If hacktivists use this tool directly from their own machines, instead of via anonymization networks such as Tor, the Internet address of the attacker is included in every Internet message being transmitted.
OH MY GOD!!! Our webs are down! All of them! They're stealing the internet! Quick, we need to hack all IPs simultaneously!
The Nobel prize is endowed by a private foundation, which basically means they can tell all those countries to fuck off - no matter how economically influential.
If China really gets its pants in a twist, like the last time the Dalai Lama came to Europe, they will ask the respective governments to censor and suppress this, and get laughed out the door because until quite recently, most European governments did not interfere with private, legitimate organizations that politically discomforted them.
This might be limited to universities, but on job ads posted around the campus, "computer science student" tends to stand for "cheap coder". Every now and then some hot-shot (possibly a marketing, media or finance student) with a bright idea for a new dot-com (sorry, Web 2.0 site) puts up flyers asking for "computer scientists".

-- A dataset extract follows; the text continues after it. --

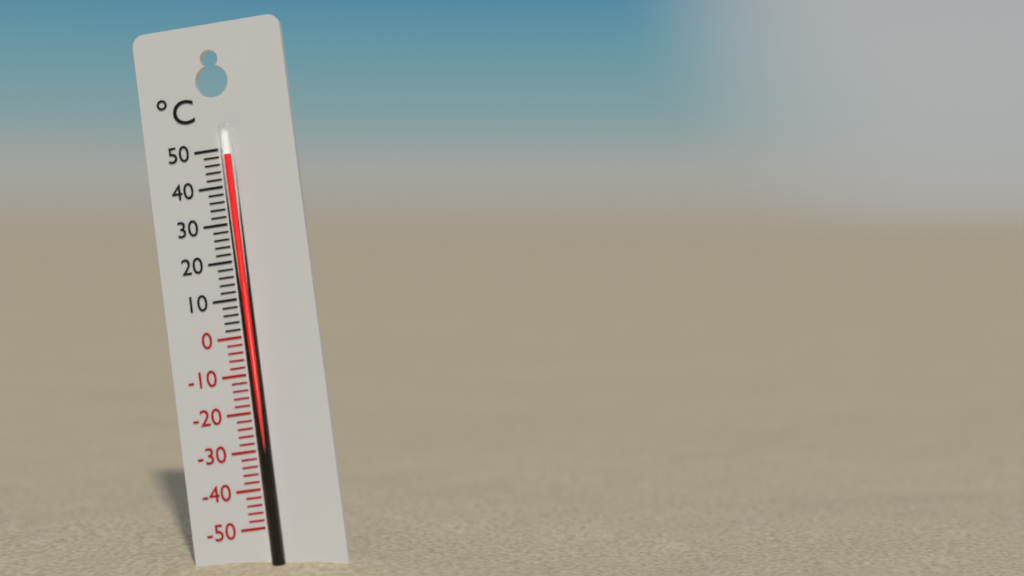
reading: 48 °C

It's funny because technically, we can be cheap coders (and will be, often), but it would sound less bull-shitty if the ad actually said "programmer".
Actually, tyranny of the minority by the majority is prevented not by limiting government but by codifying personal rights and limiting the ways those rights can be altered by majority vote.

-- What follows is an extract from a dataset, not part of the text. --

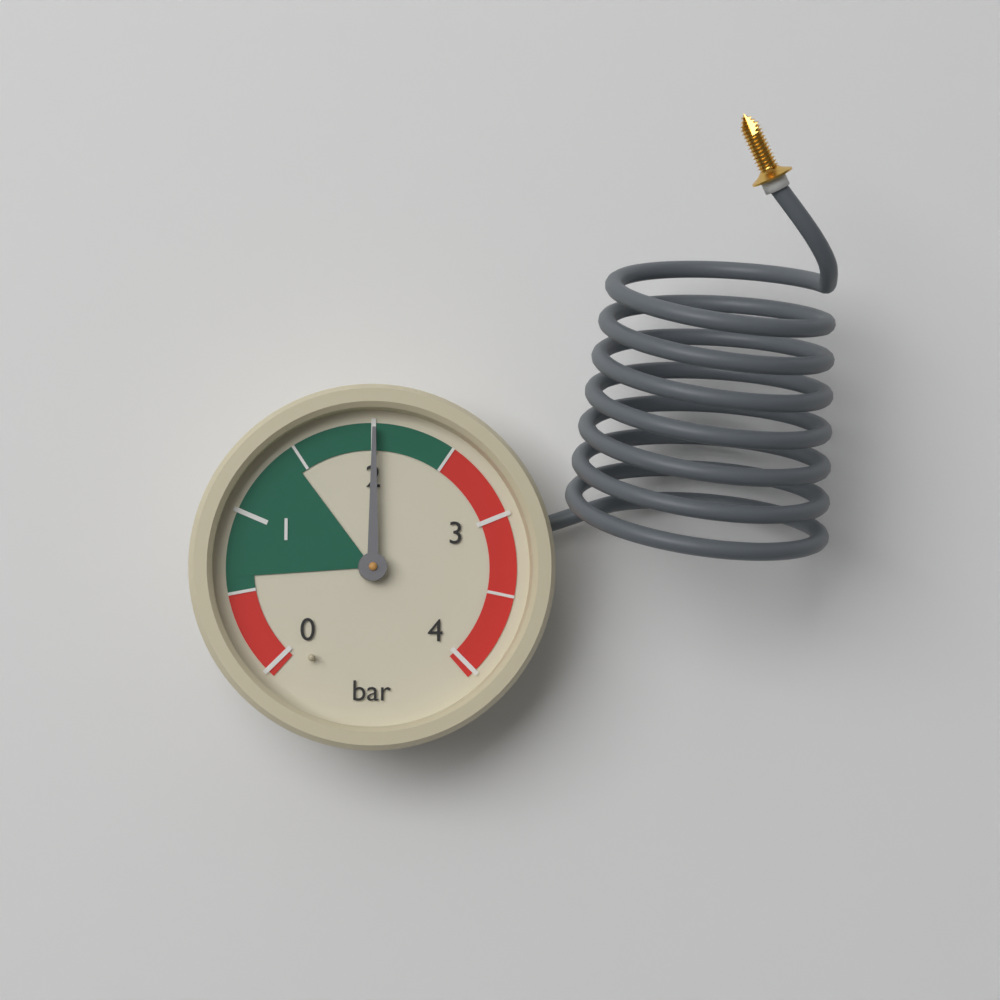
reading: 2.0 bar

See how useful a minimal, non-interventionist government is if people decide to organize an armed lynch mob to kill whatever minority they don't like. Or the proposition 8 thing - voting minorities' rights away sure was the fault of big government.
They used a security flaw that already existed in the FTP daemon to surreptitiously introduce a backdoor into the FTP daemon's source, evidently hoping it would be propagated? Why not just use the security flaw to attack whatever site they wanted to hit directly?
Passengers and cargo are a security risk. Prohibit them from boarding planes, and everyone will be safe.
(Pilots are also a security risk. In the future all planes will fly autonomously, controlled by AIs.)
(Programmers writing the AIs are also a security risk. You know what? Scrap those planes, they're not carrying anything anyway.)
OH MY GOD!!! Our webs are down! All of them! They're stealing the internet! Quick, we need to hack all IPs simultaneously!
Short strings are supposed to be salted anyway.
Especially since the entirety of sensitive military documents takes up roughly 1.3 MB, according to movies!
Didn't Plato explicitly state his account described a fictional utopic civilization?
I think we should call it... "your grave"!
Answer is still no.
Wrong! Retarded patent troll suits are to be filed in East Texas. What kind of noob is this guy?
Didn't Steve Jobs patent that entire concept of treating your customer as your enemy?
That didn't work on the Apple fanboys either. :-P
And according to latest reports, screwdrivers also exist! ;)
Right up until they rise and overthrow their human masters.
A landmine is not going to plot Judgement Day. :P
Give the US some credit, China didn't come up with the whole "pressure Sweden to charge him with rape" thing.
The Nobel prize is endowed by a private foundation, which basically means they can tell all those countries to fuck off - no matter how economically influential.
If China really gets its pants in a twist, like the last time the Dalai Lama came to Europe, they will ask the respective governments to censor and suppress this, and get laughed out the door because until quite recently, most European governments did not interfere with private, legitimate organizations that politically discomforted them.
Wait, hasn't the Year Of Linux On The Desktop been every year since the late nineties? I read it somewhere.
Scalable, redundant and probably fast.
But is it Lieberman-proof?
This might be limited to universities, but on job ads posted around the campus, "computer science student" tends to stand for "cheap coder". Every now and then some hot-shot (possibly a marketing, media or finance student) with a bright idea for a new dot-com (sorry, Web 2.0 site) puts up flyers asking for "computer scientists".
It's funny because technically, we can be cheap coders (and will be, often), but it would sound less bull-shitty if the ad actually said "programmer".
My words exactly! But whenever I ask for an engineer who has some spare time to build that for me, people start laughing. Odd...
To US lawmakers, it is quite possibly the same thing.
It is to Glenn Beck, that's for sure...
Actually, tyranny of the minority by the majority is prevented not by limiting government but by codifying personal rights and limiting the ways those rights can be altered by majority vote.
See how useful a minimal, non-interventionist government is if people decide to organize an armed lynch mob to kill whatever minority they don't like. Or the proposition 8 thing - voting minorities' rights away sure was the fault of big government.
That works too, but this form of access presumably allows them to push updates as well.
You neglected to trash Apple. (Though I'm not sure if they even have a game console. iBox?)
(...)
They used a security flaw that already existed in the FTP daemon to surreptitiously introduce a backdoor into the FTP daemon's source, evidently hoping it would be propagated? Why not just use the security flaw to attack whatever site they wanted to hit directly?
What is the difference between getting a new pet and getting a new pet that shares your old pet's DNA?
(Aside from the high risk of the clone having genetic defects and dying young.)